The stress issue that is causing the insulin resistance is at its core the reason why they are self-medicating. The stress they feel is due to toxic others in their lives and the foul games that those toxic others play. However you can overcome the problems and the stress and either never develop diabetes or become, like me an ex-diabetic.

Diabetes on a good diet with plenty of activity.

When I got diabetes I was in my early 40s and I could say I had a very good diet at the time. I had stopped eating so many sweets after my father sold the last shop and retired. I was in my second year at university. I know of others, who had developed diabetes and they had, unlike me, had good diets all of their lives. I can’t say I never ate fast food and sweets anymore, I did, but I ate little of these types of foods. I cooked my own meals both when I was single and after I got married. I am Greek-Australian so I eat a lot of Greek food. Why is a Mediterranean diet beneficial to health? The question is, is it? I think other practices of people who live in Southern Mediterranean countries are more important to health than their diets.

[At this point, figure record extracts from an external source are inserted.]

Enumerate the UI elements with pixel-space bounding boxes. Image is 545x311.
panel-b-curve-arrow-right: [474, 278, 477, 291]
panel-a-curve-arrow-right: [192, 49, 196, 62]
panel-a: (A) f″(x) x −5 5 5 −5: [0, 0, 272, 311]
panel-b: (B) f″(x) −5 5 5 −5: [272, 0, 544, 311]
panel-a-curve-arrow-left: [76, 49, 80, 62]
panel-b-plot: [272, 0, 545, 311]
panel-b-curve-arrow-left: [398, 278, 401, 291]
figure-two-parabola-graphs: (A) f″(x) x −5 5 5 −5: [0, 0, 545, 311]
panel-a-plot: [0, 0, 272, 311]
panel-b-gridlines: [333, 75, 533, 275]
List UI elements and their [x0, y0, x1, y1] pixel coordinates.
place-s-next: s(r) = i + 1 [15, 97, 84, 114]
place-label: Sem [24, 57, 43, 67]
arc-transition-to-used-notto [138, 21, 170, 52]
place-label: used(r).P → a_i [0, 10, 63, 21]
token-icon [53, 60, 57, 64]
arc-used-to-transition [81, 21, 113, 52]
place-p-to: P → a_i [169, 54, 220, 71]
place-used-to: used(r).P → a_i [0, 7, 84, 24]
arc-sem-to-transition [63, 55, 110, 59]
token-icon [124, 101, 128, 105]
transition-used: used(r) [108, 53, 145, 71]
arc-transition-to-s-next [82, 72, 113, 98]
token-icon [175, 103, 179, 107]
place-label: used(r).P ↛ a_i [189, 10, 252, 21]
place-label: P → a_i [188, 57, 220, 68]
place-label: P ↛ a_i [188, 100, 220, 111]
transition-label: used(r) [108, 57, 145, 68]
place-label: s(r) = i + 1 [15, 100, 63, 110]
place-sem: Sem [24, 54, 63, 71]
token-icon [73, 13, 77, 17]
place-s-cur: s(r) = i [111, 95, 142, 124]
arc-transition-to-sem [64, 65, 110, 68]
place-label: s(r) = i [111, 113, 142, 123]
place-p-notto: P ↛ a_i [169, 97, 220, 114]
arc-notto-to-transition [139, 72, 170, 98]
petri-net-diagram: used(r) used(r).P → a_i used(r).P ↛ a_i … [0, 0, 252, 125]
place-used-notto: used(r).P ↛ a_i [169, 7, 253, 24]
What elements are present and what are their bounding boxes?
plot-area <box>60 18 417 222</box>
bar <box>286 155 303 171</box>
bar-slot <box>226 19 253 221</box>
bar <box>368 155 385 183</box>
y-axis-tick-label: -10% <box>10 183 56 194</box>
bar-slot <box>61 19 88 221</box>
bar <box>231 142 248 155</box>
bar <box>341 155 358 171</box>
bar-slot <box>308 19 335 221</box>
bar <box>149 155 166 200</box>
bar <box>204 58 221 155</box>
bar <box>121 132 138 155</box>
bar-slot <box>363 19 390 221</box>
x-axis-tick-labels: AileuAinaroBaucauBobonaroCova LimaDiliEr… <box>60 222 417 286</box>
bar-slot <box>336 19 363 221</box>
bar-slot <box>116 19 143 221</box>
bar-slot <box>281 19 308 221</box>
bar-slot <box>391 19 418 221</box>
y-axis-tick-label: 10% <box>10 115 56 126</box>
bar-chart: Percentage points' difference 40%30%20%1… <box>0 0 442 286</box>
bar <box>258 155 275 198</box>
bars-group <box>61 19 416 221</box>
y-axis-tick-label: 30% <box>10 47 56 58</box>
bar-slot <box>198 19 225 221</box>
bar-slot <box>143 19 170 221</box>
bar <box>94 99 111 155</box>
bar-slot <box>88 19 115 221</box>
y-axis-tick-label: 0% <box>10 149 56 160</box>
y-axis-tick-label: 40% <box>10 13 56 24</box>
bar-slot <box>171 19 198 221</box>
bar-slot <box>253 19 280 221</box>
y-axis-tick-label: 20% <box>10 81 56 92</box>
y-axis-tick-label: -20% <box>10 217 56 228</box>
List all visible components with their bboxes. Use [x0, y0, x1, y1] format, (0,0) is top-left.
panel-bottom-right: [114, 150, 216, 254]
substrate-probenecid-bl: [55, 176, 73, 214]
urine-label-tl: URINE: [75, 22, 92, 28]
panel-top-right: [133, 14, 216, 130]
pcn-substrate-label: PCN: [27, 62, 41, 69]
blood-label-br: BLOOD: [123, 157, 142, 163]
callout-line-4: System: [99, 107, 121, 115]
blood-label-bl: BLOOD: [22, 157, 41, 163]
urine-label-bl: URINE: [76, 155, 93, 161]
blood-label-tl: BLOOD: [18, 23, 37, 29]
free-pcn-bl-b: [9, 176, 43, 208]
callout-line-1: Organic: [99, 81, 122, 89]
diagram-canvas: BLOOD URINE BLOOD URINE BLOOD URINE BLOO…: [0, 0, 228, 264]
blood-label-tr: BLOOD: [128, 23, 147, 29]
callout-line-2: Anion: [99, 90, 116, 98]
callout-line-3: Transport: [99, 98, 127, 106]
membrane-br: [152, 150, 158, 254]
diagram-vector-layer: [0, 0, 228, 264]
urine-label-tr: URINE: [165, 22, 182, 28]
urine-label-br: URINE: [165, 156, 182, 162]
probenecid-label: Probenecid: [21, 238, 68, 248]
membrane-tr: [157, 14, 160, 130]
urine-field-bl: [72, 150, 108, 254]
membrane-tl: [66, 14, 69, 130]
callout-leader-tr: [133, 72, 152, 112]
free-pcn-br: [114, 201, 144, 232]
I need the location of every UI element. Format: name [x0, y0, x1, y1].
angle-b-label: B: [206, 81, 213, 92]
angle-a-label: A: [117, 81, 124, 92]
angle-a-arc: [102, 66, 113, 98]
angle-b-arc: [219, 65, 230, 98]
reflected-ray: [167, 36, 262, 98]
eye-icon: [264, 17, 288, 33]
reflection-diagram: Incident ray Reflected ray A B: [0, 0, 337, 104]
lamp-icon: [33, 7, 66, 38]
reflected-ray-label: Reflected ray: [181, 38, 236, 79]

240px-The_Parthenon_in_AthensI was in Greece for a 4 month holiday in the mid 1970s and I encountered a practice that I had only heard of. After eating they would sleep for 2 hours. At the time there was diabetes in Greece but it was not a bad problem as it is today. I was amazed that sleeping after a meal was so beneficial because they needed four peak hours of traffic to go home for their midday meal and sleep. And the traffic in Athens as I remember was a nightmare. I saw countless scenes of police whistling to no avail. Cars whizzed around them in all directions. People hardly even slowed down. And where there were crashes most got out, screamed at each other for 5 or 10 minutes, then got in their cars and drove away. And of course everyone held up would blast their horns in a cacophony as the scene was going on. You would think that a 12 hour working day, by the time you add the 4 hours for lunch, sleep and travel, with four peak hours of traffic of nightmarish proportions would have been seriously stressful. And yet they were happy and healthy. It was only when they stopped the practice of sleeping after lunch every day that the diabetes incidence sharply increased.

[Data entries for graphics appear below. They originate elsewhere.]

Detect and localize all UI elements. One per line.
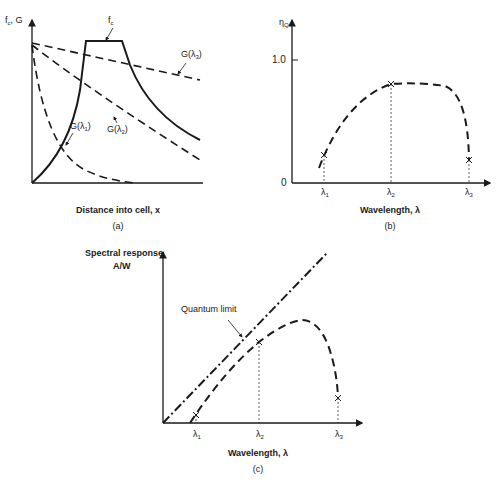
chart-b-caption: (b)	[385, 222, 396, 231]
quantum-limit-label: Quantum limit	[181, 305, 237, 314]
chart-c-x-tick-lambda2: λ2	[256, 430, 264, 440]
chart-a-caption: (a)	[113, 222, 124, 231]
chart-b-tick-0-label: 0	[281, 178, 287, 188]
eta-q-curve	[319, 83, 469, 168]
figure-canvas	[0, 0, 501, 485]
fc-curve	[32, 41, 200, 183]
chart-b-x-tick-lambda1: λ1	[321, 188, 329, 198]
g2-leader	[114, 117, 117, 123]
chart-c	[163, 252, 362, 423]
fc-label: fc	[108, 16, 114, 26]
marker-c-x-lambda1	[193, 412, 199, 418]
chart-b-x-tick-lambda2: λ2	[387, 188, 395, 198]
marker-c-x-lambda3	[335, 395, 341, 401]
chart-c-y-label-line2: A/W	[113, 262, 131, 271]
chart-c-y-label-line1: Spectral response	[85, 249, 163, 258]
chart-b-y-label: ηQ	[279, 18, 289, 28]
chart-c-x-tick-lambda1: λ1	[193, 430, 201, 440]
g-lambda2-curve	[32, 45, 200, 160]
g-lambda2-label: G(λ2)	[107, 125, 128, 135]
chart-c-x-label: Wavelength, λ	[228, 449, 288, 458]
g-lambda3-curve	[32, 43, 200, 80]
g3-leader	[178, 63, 186, 74]
quantum-limit-leader	[228, 320, 242, 337]
chart-a	[32, 20, 203, 183]
chart-b-x-tick-lambda3: λ3	[465, 188, 473, 198]
chart-b-x-label: Wavelength, λ	[360, 206, 420, 215]
fc-leader	[106, 28, 113, 40]
chart-b	[292, 20, 490, 183]
g-lambda3-label: G(λ3)	[181, 50, 202, 60]
chart-c-caption: (c)	[253, 465, 264, 474]
marker-c-x-lambda2	[256, 339, 262, 345]
quantum-limit-line	[163, 253, 327, 423]
marker-x-lambda1	[321, 152, 327, 158]
marker-x-lambda2	[388, 81, 394, 87]
chart-a-x-label: Distance into cell, x	[76, 206, 160, 215]
chart-b-tick-1-label: 1.0	[272, 55, 286, 65]
chart-a-y-label: fc, G	[5, 16, 23, 26]
chart-c-x-tick-lambda3: λ3	[335, 430, 343, 440]
g-lambda1-label: G(λ1)	[70, 122, 91, 132]
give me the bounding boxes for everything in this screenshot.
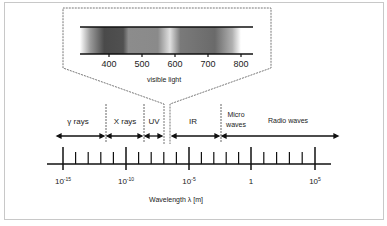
region-label-ir: IR [189, 117, 197, 126]
visible-light-caption: visible light [147, 76, 181, 83]
region-label-gamma: γ rays [67, 117, 88, 126]
spectrum-diagram [0, 0, 387, 226]
region-label-waves: waves [226, 121, 246, 128]
region-label-radio: Radio waves [268, 117, 308, 124]
visible-tick-label: 800 [233, 59, 248, 69]
visible-tick-label: 400 [101, 59, 116, 69]
region-label-micro: Micro [227, 111, 244, 118]
region-label-uv: UV [148, 117, 159, 126]
visible-spectrum-bar [80, 27, 253, 57]
axis-tick-label: 10-15 [55, 176, 71, 186]
axis-tick-label: 105 [309, 176, 321, 186]
visible-tick-label: 500 [134, 59, 149, 69]
axis-tick-label: 1 [249, 176, 253, 186]
visible-tick-label: 600 [167, 59, 182, 69]
region-arrows [57, 134, 338, 138]
region-label-xray: X rays [114, 117, 137, 126]
axis-tick-label: 10-10 [118, 176, 134, 186]
visible-tick-label: 700 [200, 59, 215, 69]
axis-tick-label: 10-5 [182, 176, 195, 186]
axis-title: Wavelength λ [m] [149, 196, 203, 203]
wavelength-axis [47, 147, 331, 170]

It is true that they incorporated more American fast foods in their diet but the Greek fast foods as I recall had a high fat content and plenty of sugar. They have always eaten sweets that drip with sugary syrups. So I doubt that the diet made a difference. The other big difference was that Greece adopted a more American-like lifestyle. There has been a dismantling of the old community connectedness, where people in the entire neighborhood and not only within families looked after one another. I recall one day, when I was not feeling so well, I stayed home. A neighbor I hardly knew knocked on my door. “We didn’t see you around today are you okay?” And she had brought me some soup. In Australia not only would they not care if they saw you or not, there are plenty of cases where people have died in their homes and were only found dead 5 or 6 months later.

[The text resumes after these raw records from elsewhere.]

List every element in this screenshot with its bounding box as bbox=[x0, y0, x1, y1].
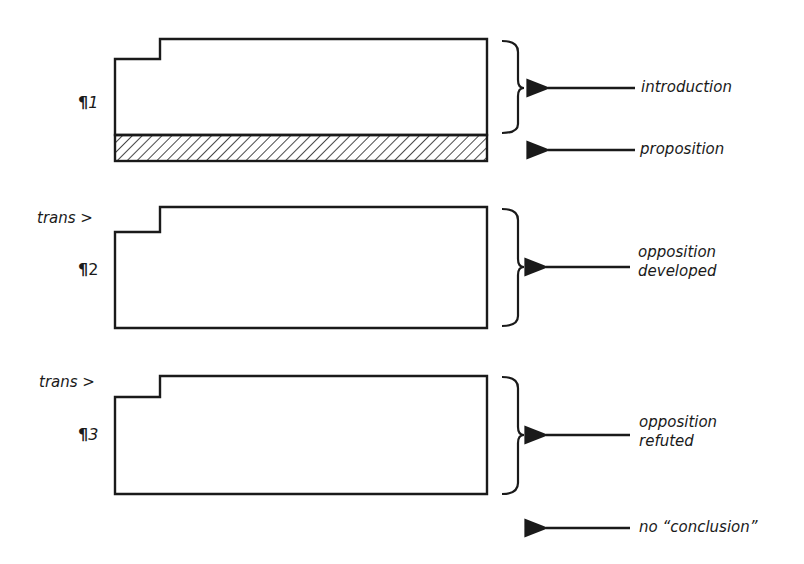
brace-opposition-developed bbox=[502, 209, 524, 326]
paragraph-2-box bbox=[115, 207, 487, 328]
transition-label-2: trans > bbox=[37, 209, 93, 228]
proposition-hatched-band bbox=[115, 135, 487, 161]
label-no-conclusion: no “conclusion” bbox=[639, 518, 758, 537]
transition-label-3: trans > bbox=[39, 373, 95, 392]
pilcrow-icon: ¶ bbox=[78, 93, 88, 112]
brace-introduction bbox=[502, 41, 524, 133]
paragraph-3-box bbox=[115, 376, 487, 494]
paragraph-3-marker: ¶3 bbox=[78, 425, 98, 444]
paragraph-1-marker: ¶1 bbox=[78, 93, 98, 112]
label-opposition-developed: opposition developed bbox=[638, 243, 716, 281]
label-introduction: introduction bbox=[641, 78, 732, 97]
pilcrow-icon: ¶ bbox=[78, 260, 88, 279]
paragraph-1-box bbox=[115, 39, 487, 161]
pilcrow-icon: ¶ bbox=[78, 425, 88, 444]
label-opposition-refuted: opposition refuted bbox=[639, 413, 717, 451]
label-proposition: proposition bbox=[640, 140, 724, 159]
paragraph-2-marker: ¶2 bbox=[78, 260, 98, 279]
brace-opposition-refuted bbox=[502, 377, 524, 494]
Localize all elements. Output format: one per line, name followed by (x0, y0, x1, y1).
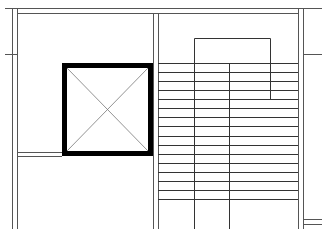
background (0, 0, 327, 243)
floor-plan-diagram (0, 0, 327, 243)
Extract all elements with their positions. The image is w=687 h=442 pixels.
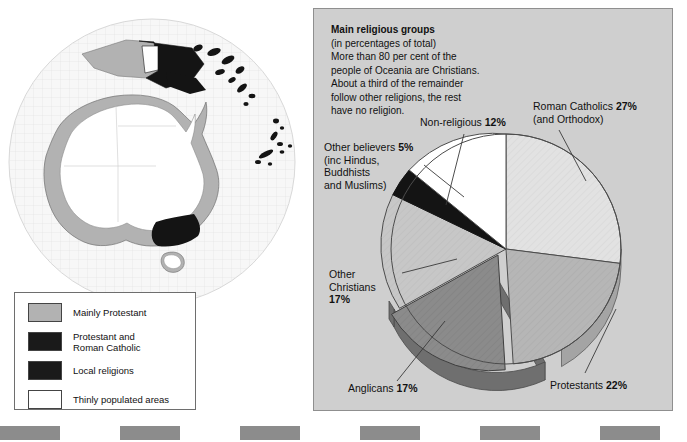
strip-segment [420, 426, 480, 440]
pie-label-other-believers-sub: (inc Hindus, Buddhists and Muslims) [324, 154, 386, 191]
pie-label-roman-catholics: Roman Catholics 27% (and Orthodox) [533, 100, 637, 125]
map-panel: Mainly Protestant Protestant and Roman C… [0, 0, 312, 414]
pie-label-protestants-text: Protestants [550, 379, 606, 391]
legend-label-thinly-populated: Thinly populated areas [73, 394, 169, 405]
legend-item-protestant-roman-catholic: Protestant and Roman Catholic [15, 327, 195, 356]
strip-segment [180, 426, 240, 440]
legend-swatch-thinly-populated [28, 390, 62, 409]
legend-label-protestant-roman-catholic: Protestant and Roman Catholic [73, 331, 141, 353]
pie-value-anglicans: 17% [396, 382, 417, 394]
legend-label-mainly-protestant: Mainly Protestant [73, 307, 146, 318]
landmass-new-zealand-south-black [249, 275, 280, 302]
film-edge-strip [0, 426, 687, 440]
strip-segment [240, 426, 300, 440]
strip-segment [120, 426, 180, 440]
strip-segment [60, 426, 120, 440]
pie-value-non-religious: 12% [485, 116, 506, 128]
strip-segment [480, 426, 540, 440]
landmass-new-zealand-north-black [278, 250, 294, 265]
legend-swatch-protestant-roman-catholic [28, 332, 62, 351]
legend-swatch-local-religions [28, 361, 62, 380]
legend-label-local-religions: Local religions [73, 365, 134, 376]
pie-label-anglicans: Anglicans 17% [348, 382, 417, 395]
pie-chart [314, 9, 674, 412]
pie-chart-panel: Main religious groups (in percentages of… [313, 8, 673, 411]
strip-segment [660, 426, 687, 440]
legend-item-mainly-protestant: Mainly Protestant [15, 298, 195, 327]
pie-value-other-believers: 5% [398, 141, 413, 153]
pie-label-other-believers-text: Other believers [324, 141, 398, 153]
pie-label-other-christians: Other Christians 17% [329, 268, 401, 306]
pie-value-protestants: 22% [606, 379, 627, 391]
pie-label-non-religious-text: Non-religious [420, 116, 485, 128]
strip-segment [300, 426, 360, 440]
pie-value-other-christians: 17% [329, 293, 350, 305]
landmass-newguinea-inset-white [142, 46, 158, 73]
map-legend: Mainly Protestant Protestant and Roman C… [14, 292, 196, 410]
pie-label-other-christians-text: Other Christians [329, 268, 376, 293]
pie-label-roman-catholics-sub: (and Orthodox) [533, 113, 604, 125]
oceania-globe-map [6, 16, 298, 308]
legend-item-thinly-populated: Thinly populated areas [15, 385, 195, 414]
landmass-new-zealand-north [272, 245, 296, 270]
pie-label-protestants: Protestants 22% [550, 379, 627, 392]
strip-segment [360, 426, 420, 440]
pie-slice-roman-catholics [506, 134, 621, 263]
landmass-new-zealand-south [242, 270, 286, 307]
strip-segment [0, 426, 60, 440]
pie-slice-protestants [506, 249, 620, 364]
legend-item-local-religions: Local religions [15, 356, 195, 385]
pie-label-roman-catholics-text: Roman Catholics [533, 100, 616, 112]
strip-segment [600, 426, 660, 440]
pie-value-roman-catholics: 27% [616, 100, 637, 112]
pie-label-other-believers: Other believers 5% (inc Hindus, Buddhist… [324, 141, 429, 191]
strip-segment [540, 426, 600, 440]
pie-label-anglicans-text: Anglicans [348, 382, 396, 394]
figure-root: Mainly Protestant Protestant and Roman C… [0, 0, 687, 418]
pie-label-non-religious: Non-religious 12% [420, 116, 506, 129]
legend-swatch-mainly-protestant [28, 303, 62, 322]
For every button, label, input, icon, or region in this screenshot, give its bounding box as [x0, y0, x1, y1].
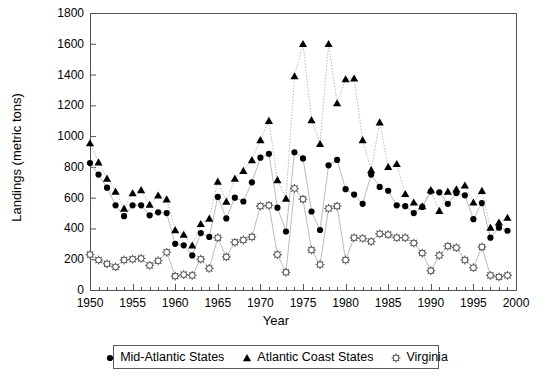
x-tick-1975: 1975: [280, 296, 326, 310]
triangle-icon: [241, 352, 253, 364]
circle-icon: [104, 352, 116, 364]
x-tick-1995: 1995: [450, 296, 496, 310]
legend-label: Virginia: [406, 350, 447, 364]
legend-item-2: Virginia: [390, 350, 447, 364]
x-tick-1950: 1950: [67, 296, 113, 310]
x-tick-1965: 1965: [195, 296, 241, 310]
star-icon: [390, 352, 402, 364]
legend-marker-triangle: [241, 352, 252, 363]
y-tick-200: 200: [44, 254, 84, 264]
legend-label: Atlantic Coast States: [257, 350, 373, 364]
legend-label: Mid-Atlantic States: [120, 350, 224, 364]
x-tick-1960: 1960: [152, 296, 198, 310]
legend-marker-circle: [104, 352, 115, 363]
y-tick-1000: 1000: [44, 131, 84, 141]
x-tick-1955: 1955: [110, 296, 156, 310]
legend-item-1: Atlantic Coast States: [241, 350, 373, 364]
y-tick-1800: 1800: [44, 8, 84, 18]
series-2: [86, 184, 512, 281]
y-tick-1400: 1400: [44, 70, 84, 80]
x-tick-1970: 1970: [237, 296, 283, 310]
y-tick-1600: 1600: [44, 39, 84, 49]
y-tick-800: 800: [44, 162, 84, 172]
x-tick-1985: 1985: [365, 296, 411, 310]
x-tick-1980: 1980: [323, 296, 369, 310]
x-tick-1990: 1990: [408, 296, 454, 310]
x-axis-title: Year: [0, 313, 552, 328]
legend-item-0: Mid-Atlantic States: [104, 350, 224, 364]
y-tick-1200: 1200: [44, 100, 84, 110]
y-tick-600: 600: [44, 193, 84, 203]
y-tick-400: 400: [44, 223, 84, 233]
x-tick-2000: 2000: [493, 296, 539, 310]
legend-marker-star: [390, 352, 401, 363]
chart-container: Landings (metric tons) 18001600140012001…: [0, 0, 552, 385]
y-tick-0: 0: [44, 285, 84, 295]
plot-frame: [91, 14, 517, 291]
chart-legend: Mid-Atlantic StatesAtlantic Coast States…: [113, 345, 439, 369]
y-axis-title: Landings (metric tons): [9, 58, 24, 258]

Obesity is also considered a cause of diabetes. There is a higher percentage of diabetics amongst people who are obese however not all obese people get diabetes and there are thin people who also develop diabetes. Those who are obese and who have diabetes and who have undergone surgery to reduce the size of their stomach in order to lose weight do sometimes reverse their insulin resistance but they don’t lose the weight instantly. They lose the weight over time. And they don’t get cured of diabetes either. There are other reasons for the reduction in insulin resistance. I don’t believe that obesity causes diabetes and I even doubt that it causes insulin resistance. It is stress that is the core problem.